Dec 21Featured ArticleIssue

Molecular testing is expected to become more of a routine clinical diagnostics

Primary healthcare needs to be strengthened and upgraded substantially to ensure early and timely interventions. By Sriram Natarajan, CEO, Founder and Director, Molbio Diagnostics

The years 2020 and 2021 were extraordinary and unprecedented and exposed our vulnerability and unpreparedness in dealing withpandemics of this scale, highlighted the cost of callousness in health practices and compliance and emphasised the importance and need for high-quality universal healthcare. The COVID-19 pandemic has shown that in a large country like India, primary healthcare needs to be strengthened and upgraded substantially to ensure early and timely interventions. At the same time, healthcare services in these two years were completely skewed towards managing and fire fighting the COVID-19 pandemic. The neglect of other diseases during this time is already showing by way of a steep increase in their prevalence such as TB, Hepatitis, H1N1, dengue and now Zika. In the case of TB there has been a significant erosion of the gains made during the past years.

The need for accurate diagnosis at the first point of patient contact, initiation of early and appropriate treatment and effective monitoring of disease burden to cut transmission and curtail spread are the lessons learnt.
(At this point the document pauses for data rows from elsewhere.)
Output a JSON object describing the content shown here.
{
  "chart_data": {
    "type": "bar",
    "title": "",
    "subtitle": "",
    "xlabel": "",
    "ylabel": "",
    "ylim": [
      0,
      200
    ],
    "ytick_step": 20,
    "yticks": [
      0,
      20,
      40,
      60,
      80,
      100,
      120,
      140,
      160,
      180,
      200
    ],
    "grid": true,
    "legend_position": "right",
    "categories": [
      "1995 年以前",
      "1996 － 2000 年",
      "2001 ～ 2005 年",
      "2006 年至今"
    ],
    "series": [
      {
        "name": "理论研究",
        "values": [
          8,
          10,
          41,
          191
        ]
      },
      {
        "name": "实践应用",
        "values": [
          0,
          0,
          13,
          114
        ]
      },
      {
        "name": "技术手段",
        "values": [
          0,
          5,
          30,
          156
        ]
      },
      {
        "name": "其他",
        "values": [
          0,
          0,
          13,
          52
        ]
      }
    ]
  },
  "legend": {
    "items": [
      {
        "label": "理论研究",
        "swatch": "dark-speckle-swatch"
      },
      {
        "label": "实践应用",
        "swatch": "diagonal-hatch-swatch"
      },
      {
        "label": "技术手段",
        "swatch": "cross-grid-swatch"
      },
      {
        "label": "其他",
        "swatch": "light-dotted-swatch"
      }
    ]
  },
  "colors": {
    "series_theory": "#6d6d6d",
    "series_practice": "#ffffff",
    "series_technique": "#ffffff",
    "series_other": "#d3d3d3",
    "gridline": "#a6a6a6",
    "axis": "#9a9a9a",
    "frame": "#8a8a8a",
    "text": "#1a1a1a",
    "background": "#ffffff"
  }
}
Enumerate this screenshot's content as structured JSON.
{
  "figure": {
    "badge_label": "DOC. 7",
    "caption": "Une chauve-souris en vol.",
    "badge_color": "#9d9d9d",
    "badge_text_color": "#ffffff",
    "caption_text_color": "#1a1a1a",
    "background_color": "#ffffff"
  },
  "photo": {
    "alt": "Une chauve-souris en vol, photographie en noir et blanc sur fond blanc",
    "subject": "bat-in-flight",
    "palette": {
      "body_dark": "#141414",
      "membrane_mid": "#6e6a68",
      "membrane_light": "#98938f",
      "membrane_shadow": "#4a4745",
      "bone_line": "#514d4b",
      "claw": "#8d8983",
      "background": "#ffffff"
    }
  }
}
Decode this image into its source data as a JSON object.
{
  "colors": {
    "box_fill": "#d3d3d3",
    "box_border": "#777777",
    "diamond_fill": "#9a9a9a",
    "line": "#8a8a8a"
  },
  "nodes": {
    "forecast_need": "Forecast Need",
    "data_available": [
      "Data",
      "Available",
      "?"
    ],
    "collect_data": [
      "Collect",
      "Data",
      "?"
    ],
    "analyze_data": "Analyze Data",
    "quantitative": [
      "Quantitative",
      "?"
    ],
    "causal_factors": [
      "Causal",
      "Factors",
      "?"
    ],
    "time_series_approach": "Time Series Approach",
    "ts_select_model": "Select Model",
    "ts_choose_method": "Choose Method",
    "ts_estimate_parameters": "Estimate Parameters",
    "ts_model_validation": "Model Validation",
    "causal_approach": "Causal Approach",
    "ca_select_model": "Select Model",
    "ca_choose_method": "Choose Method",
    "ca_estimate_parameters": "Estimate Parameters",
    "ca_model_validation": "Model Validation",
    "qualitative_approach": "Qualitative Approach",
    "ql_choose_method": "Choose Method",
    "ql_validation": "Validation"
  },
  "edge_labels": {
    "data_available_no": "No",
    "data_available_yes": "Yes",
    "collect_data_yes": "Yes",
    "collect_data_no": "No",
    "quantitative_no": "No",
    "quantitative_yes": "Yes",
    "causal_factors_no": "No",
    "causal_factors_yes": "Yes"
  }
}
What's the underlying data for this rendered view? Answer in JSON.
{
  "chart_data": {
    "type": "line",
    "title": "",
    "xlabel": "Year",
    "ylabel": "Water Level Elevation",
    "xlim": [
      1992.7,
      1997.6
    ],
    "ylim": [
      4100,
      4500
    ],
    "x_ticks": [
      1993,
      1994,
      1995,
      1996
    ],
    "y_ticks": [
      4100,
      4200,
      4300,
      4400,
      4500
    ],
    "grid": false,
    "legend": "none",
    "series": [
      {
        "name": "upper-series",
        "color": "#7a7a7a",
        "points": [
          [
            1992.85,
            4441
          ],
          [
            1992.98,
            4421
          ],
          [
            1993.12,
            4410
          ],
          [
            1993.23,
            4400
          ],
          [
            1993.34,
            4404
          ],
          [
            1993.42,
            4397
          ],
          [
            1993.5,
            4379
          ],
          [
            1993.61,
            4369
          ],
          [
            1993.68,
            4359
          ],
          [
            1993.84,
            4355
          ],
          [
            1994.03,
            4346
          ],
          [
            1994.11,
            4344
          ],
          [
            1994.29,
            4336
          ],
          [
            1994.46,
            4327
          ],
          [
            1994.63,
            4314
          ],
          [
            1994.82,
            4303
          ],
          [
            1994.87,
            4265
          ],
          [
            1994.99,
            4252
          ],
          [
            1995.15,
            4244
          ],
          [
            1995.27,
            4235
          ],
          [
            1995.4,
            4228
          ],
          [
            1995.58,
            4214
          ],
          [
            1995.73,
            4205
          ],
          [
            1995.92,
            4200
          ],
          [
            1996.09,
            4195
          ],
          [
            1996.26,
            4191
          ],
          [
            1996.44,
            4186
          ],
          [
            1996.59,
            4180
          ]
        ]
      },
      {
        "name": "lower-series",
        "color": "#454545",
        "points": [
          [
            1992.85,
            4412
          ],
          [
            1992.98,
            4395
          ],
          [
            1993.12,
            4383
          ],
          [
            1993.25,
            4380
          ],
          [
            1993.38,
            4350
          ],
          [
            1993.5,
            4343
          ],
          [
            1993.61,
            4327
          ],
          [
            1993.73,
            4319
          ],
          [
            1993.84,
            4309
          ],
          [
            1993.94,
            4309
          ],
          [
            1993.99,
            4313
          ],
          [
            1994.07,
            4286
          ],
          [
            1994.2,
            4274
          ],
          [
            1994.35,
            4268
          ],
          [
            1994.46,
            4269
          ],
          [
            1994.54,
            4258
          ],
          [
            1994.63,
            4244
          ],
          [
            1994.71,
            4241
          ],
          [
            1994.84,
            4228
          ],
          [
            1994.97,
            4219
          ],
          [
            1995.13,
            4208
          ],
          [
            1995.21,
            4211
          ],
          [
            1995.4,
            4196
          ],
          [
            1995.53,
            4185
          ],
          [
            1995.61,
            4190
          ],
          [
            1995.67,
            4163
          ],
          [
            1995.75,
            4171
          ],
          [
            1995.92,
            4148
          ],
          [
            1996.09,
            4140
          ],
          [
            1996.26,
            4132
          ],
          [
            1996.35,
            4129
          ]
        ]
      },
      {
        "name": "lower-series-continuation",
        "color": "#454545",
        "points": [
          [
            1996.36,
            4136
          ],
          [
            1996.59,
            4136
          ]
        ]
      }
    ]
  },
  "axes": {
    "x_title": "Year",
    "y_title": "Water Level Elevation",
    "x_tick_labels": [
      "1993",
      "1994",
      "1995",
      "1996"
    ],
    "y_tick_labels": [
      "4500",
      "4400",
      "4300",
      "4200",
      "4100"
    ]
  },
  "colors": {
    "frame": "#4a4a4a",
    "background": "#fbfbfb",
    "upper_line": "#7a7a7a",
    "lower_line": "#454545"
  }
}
Molecular diagnostics which was an underserved segment in the Indian diagnostics scenario for a very long time despite being the gold standard became the mainstay and the huge
demand has led to substantial capacity building of RTPCR testing in the country. The increasing prevalence of infectious diseases such as tuberculosis, hepatitis B, and hepatitis C, coupled with tests for sexually transmitted diseases/ infections like HIV and HPV will propel the segment’s growth.

Molecular testing is expected to become more of a routine clinical diagnostics tool not only for covid but for a wide range of infectious diseases in 2022. While various public and private organisations are investing funds to accelerate R&D in the field of molecular diagnostics, the priority clearly is to bring all the stakeholders under one umbrella to focus on the gaps in the health system, identify the needs, create a road map for delivery and ensure quality and universal access.

Molbio has pioneered point of care molecular testing through its novel Truenat Real-Time PCR platform with the prime objective of decentralising and democratising access to this gold standard technology and enabling early and high-quality testing at the point of first patient contact. Looking at the growing global demand for point of care molecular testing, Molbio Diagnostics launched a new manufacturing facility in Goa in June 2021. The manufacturing capacity has been increased five-fold, from the existing 70,000 tests per day to over 3.5 Lakh tests per day that will ensure the uninterrupted availability of Truenat test kits both in the domestic and global markets for Covid and multiple diseases.

Truenat is already being viewed as a multi-disease platform and in 2022, in addition to the TB programme, we expect collaborations with other programmes such as the Viral Hepatitis programme, NACO and National Vector Borne Diseases Control programme to add to the wider deployment and usage of the technology at the grass root level.